If I understand her right, Korsgaard holds that we should base our ethics on those descriptions under which we cannot help but value ourselves. There is something to this, and it results in ethics being inherently motivated (albeit other motives can keep us from being ethical). However, as usual with Kantian moves of this sort, it is hard to see how we can get much of an ethical system out of this. What I think is right here is that whatever ethical system is right should hook up to how we are motivated in just this way: the truth-maker for a moral ought claim "one should phi" should, if we know and accept and value it, motivate us to phi.

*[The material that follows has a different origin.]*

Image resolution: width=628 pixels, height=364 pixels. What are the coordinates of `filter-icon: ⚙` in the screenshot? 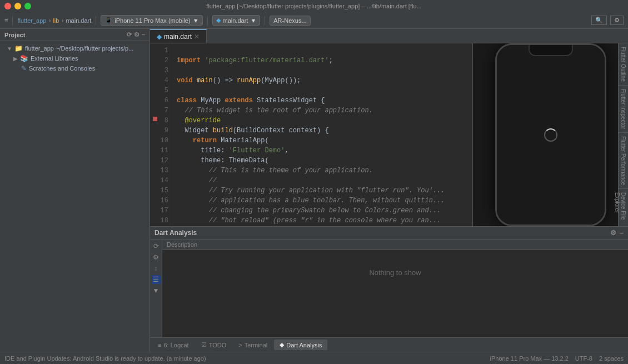 It's located at (156, 257).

Instead of relying on what we cannot help but value in this manner, I would suggest we examine the kinds of beings we find ourselves to be and what traits we find we cannot do without. We should then value those traits. We may avoid valuing ourselves as embodied, rational, social beings. Nevertheless, these are characteristics which human beings ought to possess. Things go poorly for us and others around us when they are lacking. Whatever one's values, one should value being embodied, rationally agential, and social, because we cannot do without them.

In closing, I want to distinguish between three ways in which one might be said to value something one is. First, one might explicitly value it, that is, one may claim and believe that one values it. Second, one may actually value it, that is, treat it as valuable. Third, one may find one's behaviors which exhibit disvaluing it to have results which one disvalues. The third is that in virtue of which we should do the second, ceteris paribus. The first has little to do with the above. Up to this paragraph, all my uses of the term "value" are meant in the second sense. The other two are derivative meanings which I include here to disambiguate what I mean by the verb "to value."